For all its faults on the domestic scene, the Turkish military — NATO’s second largest after America’s — has been the leading force behind Turkey’s prestige and Western orientation in a lousy neighborhood. The military gave us our freedom in the battle of independence in 1923; it has kept us on the right side of history during the Cold War and fought off Kurdish separatism — albeit often with the wrong methods. A decade ago, the generals made a strategic decision not to stand in the way of Turkey’s advance toward membership in the European Union — a process that involves curbing the army’s own power....
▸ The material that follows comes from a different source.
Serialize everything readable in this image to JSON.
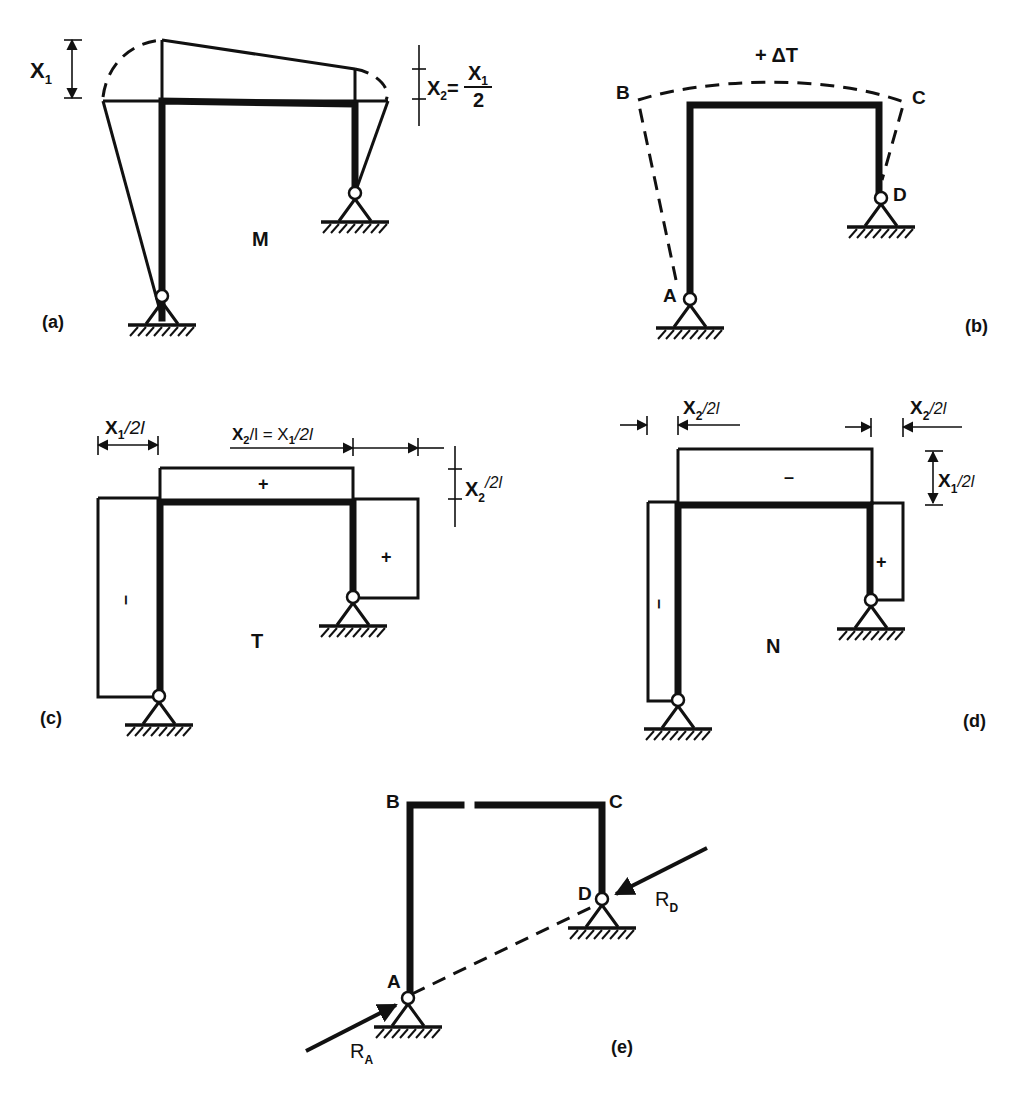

That said, humiliating men in uniform with allegations that at times seem choreographed for a political vendetta do not give me confidence about the path ahead. Unlawful detention and politically motivated trials used to be the methods of the military in its campaign against Islamists and Kurdish nationalists. They are not how a democracy deals with its past....
Read entire article at International Herald Tribune
I should be rejoicing. Dozens of Turkish Army officers and retired generals have been rounded up this past week on suspicion of plotting against the elected government led by the Islamic-inspired A.K. Party.
The 5,000 pages of documents that landed on the doorstep of a small anti-military paper in late January have suggested the officers planned to bomb Istanbul’s historic mosques, shoot down Turkish air forces jets and round up thousands of suspected Islamists in stadiums to provide a pretext for a coup.
Never mind that the military says the plan was a “simulation exercise,” a scenario based on the possibility of internal conflict following the onset of the Iraq war. Turkey’s immensely powerful military has carried out four coups against elected governments in the country’s short history....
Don’t get me wrong. Turks are sensible people. We do not want the military meddling in politics, even to fend off Islamic radicalism, thank you. We can do that ourselves at the ballot if necessary.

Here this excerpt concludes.